Say, for whatever reason, you ever get the urge to go out into your backyard, tear most of it up, and plant an assload of ornamental bushes, creeping English ivy, and mutant weed/plant hybrids. Maybe you enjoy gardening. Maybe you don't like mowing the lawn. Maybe you're trying to create a habitat for small to medium sized jungle creatures.
Whatever.
It may look nice for a little while. It may provide some much needed privacy around the perimeter of your yard. It'll look great when it snows and you want to take some pictures to send to the family. You may even look out your kitchen window from time to time and admire your handiwork, bless your green thumb, and wonder what your life was like before all those glorious green things made their way into your world.
The problem is, you will eventually want to move on. You'll put your house on the market and skedaddle, leaving your home and all its little bush-like friends sit vacant for a year or two. Maybe more. One day, a nice young couple will finally make an offer on the house, move in, and make it their own.
Too occupied with minor in-home details such as - oh, replacing the pipes and appliances, getting rid of the mildewed wallpaper, and tearing carpet that's about as comfortable to walk on as AstroTurf - they will completely ignore the landscaping. They'll spend winter snuggled inside painting and grouting and scrubbing and being in love, completely oblivious to condition of the Chicksaw and the Spirea.
And then, as it is known to do, Spring will come. One of the new occupants will notice a daffodil growing along the fence and call the other one out to see it. It is then, after a long cold winter indoors, that they will take a cursory and exacting look around the backyard.
And then they will almost shit their pants.
The rain and sun have turned what was once a smattering of plant life into a full blown jungle. Someone will say, "We should cut down that tree," and point to an eight foot growth spreading its leaves across the fence line. The other will respond, "I'm pretty sure that's a weed."
And they will be correct.
They will buy books and scour the internet and try to figure out exactly what is germinating and why. They will look for estimates from landscapers and immediately get heartburn once they realize how many months of their salary it is equivalent to. They will buy tools with funny names and ridiculously angled rotating blades. They will beg everyone they know to help them tame the beast before the county issues them a summons.
Why are there wild strawberries growing around the patio? How do I kill these mushrooms? Is this poison ivy? What the bugger is ground cherry? For the love of all that is holy, what just bit me?
In the end, they will decide to scrap it all and start from scratch. The Crape Myrtles and the Lilac are manageable and by a stroke of luck, salvageable. The Sycamores and the Catalpa will stay, because it would cost something comparable to a new Kia to have them removed. Other that that, it's a weed/plant liquidation sale - Everything. Must. Go.
This is where the blood, sweat, and tears come in. Before or after long days in the office, the couple will pull, dig, cultivate, and weed. They will dodge gigantic spiders living under uprooted plants, scratch mosquito bites, and sweat so badly they can barely see. They will lose toenails, gain blisters, suffer through sunburn and dehydration. They will spend Sunday afternoons smelling like soil and salt as they strain to listen to the baseball game on the portable radio and simultaneously free the side of their home from ivy with roots as thick as as three fingers.
They will hope against hope that at some point their shovels will hit buried treasure, which they can then use to pay for that landscaper they talked to last Spring.
They will break saws. They will break skin. They will break the record of single day utterances of "fuckery" and "bullshit."
And then, eventually and quite suddenly, they will break the invisible spirit of the weeds. They will see changes for the first time in months. They'll see holes where stumps once were and grass where dirt once was. They will see their neighbor's house and pool and dog and wonder where it all came from. They will stand in front of a four foot pile of yard waste in awe, with goosebumps running electric down their arms because they will have discovered a new dynamic between themselves and their surroundings.
They have discovered progress.
Maybe not this year, but just possible the next one will be their year. The one where they can make lists of plants for the new butterfly garden and sketch plans for a new fence or fire pit. They'll be able to drink a beer outside on a hot summer night without getting snacked on by the resident mosquito population.
Until then, progress will have to suffice, and piles of god knows what, like the one pictured above, will have to serve as a reminder that the grass is always greener, literally, when it's not being suffocated by giant weeds.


> PROMPT
An exact copy of every entry is needed, with the images left out.

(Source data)
Start of Block

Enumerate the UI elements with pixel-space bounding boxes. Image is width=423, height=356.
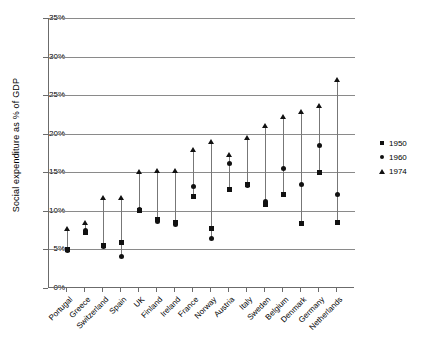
data-point-1974-portugal xyxy=(64,226,70,231)
data-point-1960-france xyxy=(191,184,196,189)
data-point-1974-finland xyxy=(154,168,160,173)
data-point-1974-greece xyxy=(82,220,88,225)
triangle-marker-icon xyxy=(378,169,386,174)
data-point-1960-portugal xyxy=(65,248,70,253)
range-connector xyxy=(139,172,140,211)
data-point-1960-ireland xyxy=(173,222,178,227)
data-point-1974-sweden xyxy=(262,123,268,128)
data-point-1960-netherlands xyxy=(335,192,340,197)
range-connector xyxy=(337,80,338,223)
data-point-1960-germany xyxy=(317,143,322,148)
circle-marker-icon xyxy=(378,155,386,159)
square-marker-icon xyxy=(378,141,386,145)
x-axis-tick-mark xyxy=(120,288,121,292)
data-point-1950-france xyxy=(191,194,196,199)
data-point-1974-austria xyxy=(226,152,232,157)
data-point-1974-spain xyxy=(118,195,124,200)
gridline xyxy=(49,172,355,173)
range-connector xyxy=(265,126,266,205)
range-connector xyxy=(229,155,230,190)
x-axis-tick-mark xyxy=(300,288,301,292)
x-axis-tick-mark xyxy=(192,288,193,292)
x-axis-tick-mark xyxy=(66,288,67,292)
data-point-1950-austria xyxy=(227,187,232,192)
gridline xyxy=(49,57,355,58)
data-point-1960-switzerland xyxy=(101,244,106,249)
data-point-1950-germany xyxy=(317,170,322,175)
legend-label: 1960 xyxy=(389,153,407,162)
gridline xyxy=(49,134,355,135)
x-axis-tick-mark xyxy=(228,288,229,292)
legend-item-1974[interactable]: 1974 xyxy=(378,164,407,178)
range-connector xyxy=(247,138,248,185)
data-point-1950-belgium xyxy=(281,192,286,197)
x-axis-tick-mark xyxy=(336,288,337,292)
data-point-1974-norway xyxy=(208,139,214,144)
data-point-1960-uk xyxy=(137,207,142,212)
data-point-1960-spain xyxy=(119,254,124,259)
y-axis-tick-mark xyxy=(43,288,48,289)
x-axis-tick-mark xyxy=(318,288,319,292)
data-point-1974-belgium xyxy=(280,114,286,119)
y-axis-label: Social expenditure as % of GDP xyxy=(11,45,21,245)
range-connector xyxy=(157,171,158,222)
data-point-1974-denmark xyxy=(298,109,304,114)
data-point-1950-spain xyxy=(119,240,124,245)
data-point-1960-finland xyxy=(155,219,160,224)
chart-legend: 195019601974 xyxy=(378,136,407,178)
gridline xyxy=(49,211,355,212)
data-point-1960-sweden xyxy=(263,199,268,204)
range-connector xyxy=(193,150,194,196)
range-connector xyxy=(211,142,212,238)
gridline xyxy=(49,249,355,250)
data-point-1974-switzerland xyxy=(100,195,106,200)
data-point-1950-netherlands xyxy=(335,220,340,225)
x-axis-tick-mark xyxy=(84,288,85,292)
gridline xyxy=(49,95,355,96)
range-connector xyxy=(283,117,284,195)
x-axis-tick-mark xyxy=(102,288,103,292)
data-point-1974-netherlands xyxy=(334,77,340,82)
data-point-1950-denmark xyxy=(299,221,304,226)
x-axis-tick-mark xyxy=(264,288,265,292)
x-axis-tick-mark xyxy=(174,288,175,292)
range-connector xyxy=(121,198,122,257)
x-axis-tick-mark xyxy=(246,288,247,292)
range-connector xyxy=(301,112,302,223)
data-point-1974-italy xyxy=(244,135,250,140)
x-axis-tick-mark xyxy=(156,288,157,292)
legend-label: 1950 xyxy=(389,139,407,148)
data-point-1950-norway xyxy=(209,226,214,231)
data-point-1974-germany xyxy=(316,103,322,108)
chart-container: Social expenditure as % of GDP 0%5%10%15… xyxy=(0,0,423,356)
range-connector xyxy=(319,106,320,172)
range-connector xyxy=(175,171,176,224)
data-point-1974-ireland xyxy=(172,168,178,173)
x-axis-tick-mark xyxy=(138,288,139,292)
data-point-1960-greece xyxy=(83,228,88,233)
plot-area xyxy=(48,18,354,288)
legend-label: 1974 xyxy=(389,167,407,176)
x-axis-tick-mark xyxy=(282,288,283,292)
data-point-1960-belgium xyxy=(281,166,286,171)
data-point-1960-norway xyxy=(209,236,214,241)
data-point-1960-austria xyxy=(227,161,232,166)
data-point-1960-denmark xyxy=(299,182,304,187)
data-point-1960-italy xyxy=(245,183,250,188)
data-point-1974-france xyxy=(190,147,196,152)
data-point-1974-uk xyxy=(136,169,142,174)
range-connector xyxy=(103,198,104,247)
legend-item-1960[interactable]: 1960 xyxy=(378,150,407,164)
legend-item-1950[interactable]: 1950 xyxy=(378,136,407,150)
x-axis-tick-mark xyxy=(210,288,211,292)
gridline xyxy=(49,18,355,19)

End of Block

> TASK ANSWER
Enumerate the UI elements with pixel-space bounding boxes. Image is width=423, height=356.
data-point-1974-portugal xyxy=(64,226,70,231)
data-point-1960-france xyxy=(191,184,196,189)
data-point-1974-finland xyxy=(154,168,160,173)
data-point-1974-greece xyxy=(82,220,88,225)
triangle-marker-icon xyxy=(378,169,386,174)
data-point-1960-portugal xyxy=(65,248,70,253)
range-connector xyxy=(139,172,140,211)
data-point-1960-ireland xyxy=(173,222,178,227)
data-point-1974-sweden xyxy=(262,123,268,128)
data-point-1960-netherlands xyxy=(335,192,340,197)
range-connector xyxy=(337,80,338,223)
data-point-1960-germany xyxy=(317,143,322,148)
circle-marker-icon xyxy=(378,155,386,159)
square-marker-icon xyxy=(378,141,386,145)
x-axis-tick-mark xyxy=(120,288,121,292)
data-point-1950-france xyxy=(191,194,196,199)
data-point-1974-austria xyxy=(226,152,232,157)
data-point-1974-spain xyxy=(118,195,124,200)
gridline xyxy=(49,172,355,173)
range-connector xyxy=(265,126,266,205)
range-connector xyxy=(229,155,230,190)
x-axis-tick-mark xyxy=(300,288,301,292)
x-axis-tick-mark xyxy=(192,288,193,292)
x-axis-tick-mark xyxy=(66,288,67,292)
data-point-1950-austria xyxy=(227,187,232,192)
gridline xyxy=(49,57,355,58)
data-point-1960-switzerland xyxy=(101,244,106,249)
data-point-1950-germany xyxy=(317,170,322,175)
legend-label: 1960 xyxy=(389,153,407,162)
gridline xyxy=(49,134,355,135)
x-axis-tick-mark xyxy=(228,288,229,292)
legend-item-1974[interactable]: 1974 xyxy=(378,164,407,178)
range-connector xyxy=(247,138,248,185)
data-point-1950-belgium xyxy=(281,192,286,197)
x-axis-tick-mark xyxy=(336,288,337,292)
data-point-1974-norway xyxy=(208,139,214,144)
data-point-1960-uk xyxy=(137,207,142,212)
data-point-1960-spain xyxy=(119,254,124,259)
y-axis-tick-mark xyxy=(43,288,48,289)
x-axis-tick-mark xyxy=(318,288,319,292)
data-point-1974-belgium xyxy=(280,114,286,119)
y-axis-label: Social expenditure as % of GDP xyxy=(11,45,21,245)
range-connector xyxy=(157,171,158,222)
data-point-1974-denmark xyxy=(298,109,304,114)
data-point-1950-spain xyxy=(119,240,124,245)
data-point-1960-finland xyxy=(155,219,160,224)
chart-legend: 195019601974 xyxy=(378,136,407,178)
gridline xyxy=(49,211,355,212)
data-point-1960-sweden xyxy=(263,199,268,204)
range-connector xyxy=(193,150,194,196)
range-connector xyxy=(211,142,212,238)
gridline xyxy=(49,249,355,250)
data-point-1974-switzerland xyxy=(100,195,106,200)
data-point-1950-netherlands xyxy=(335,220,340,225)
x-axis-tick-mark xyxy=(84,288,85,292)
gridline xyxy=(49,95,355,96)
range-connector xyxy=(283,117,284,195)
x-axis-tick-mark xyxy=(102,288,103,292)
data-point-1974-netherlands xyxy=(334,77,340,82)
data-point-1950-denmark xyxy=(299,221,304,226)
x-axis-tick-mark xyxy=(264,288,265,292)
x-axis-tick-mark xyxy=(174,288,175,292)
range-connector xyxy=(121,198,122,257)
x-axis-tick-mark xyxy=(246,288,247,292)
range-connector xyxy=(301,112,302,223)
data-point-1974-italy xyxy=(244,135,250,140)
x-axis-tick-mark xyxy=(156,288,157,292)
legend-label: 1950 xyxy=(389,139,407,148)
data-point-1950-norway xyxy=(209,226,214,231)
data-point-1974-germany xyxy=(316,103,322,108)
chart-container: Social expenditure as % of GDP 0%5%10%15… xyxy=(0,0,423,356)
range-connector xyxy=(319,106,320,172)
range-connector xyxy=(175,171,176,224)
data-point-1974-ireland xyxy=(172,168,178,173)
x-axis-tick-mark xyxy=(138,288,139,292)
data-point-1960-greece xyxy=(83,228,88,233)
plot-area xyxy=(48,18,354,288)
legend-label: 1974 xyxy=(389,167,407,176)
x-axis-tick-mark xyxy=(282,288,283,292)
data-point-1960-belgium xyxy=(281,166,286,171)
data-point-1960-norway xyxy=(209,236,214,241)
data-point-1960-austria xyxy=(227,161,232,166)
data-point-1960-denmark xyxy=(299,182,304,187)
data-point-1960-italy xyxy=(245,183,250,188)
data-point-1974-france xyxy=(190,147,196,152)
data-point-1974-uk xyxy=(136,169,142,174)
range-connector xyxy=(103,198,104,247)
legend-item-1960[interactable]: 1960 xyxy=(378,150,407,164)
legend-item-1950[interactable]: 1950 xyxy=(378,136,407,150)
x-axis-tick-mark xyxy=(210,288,211,292)
gridline xyxy=(49,18,355,19)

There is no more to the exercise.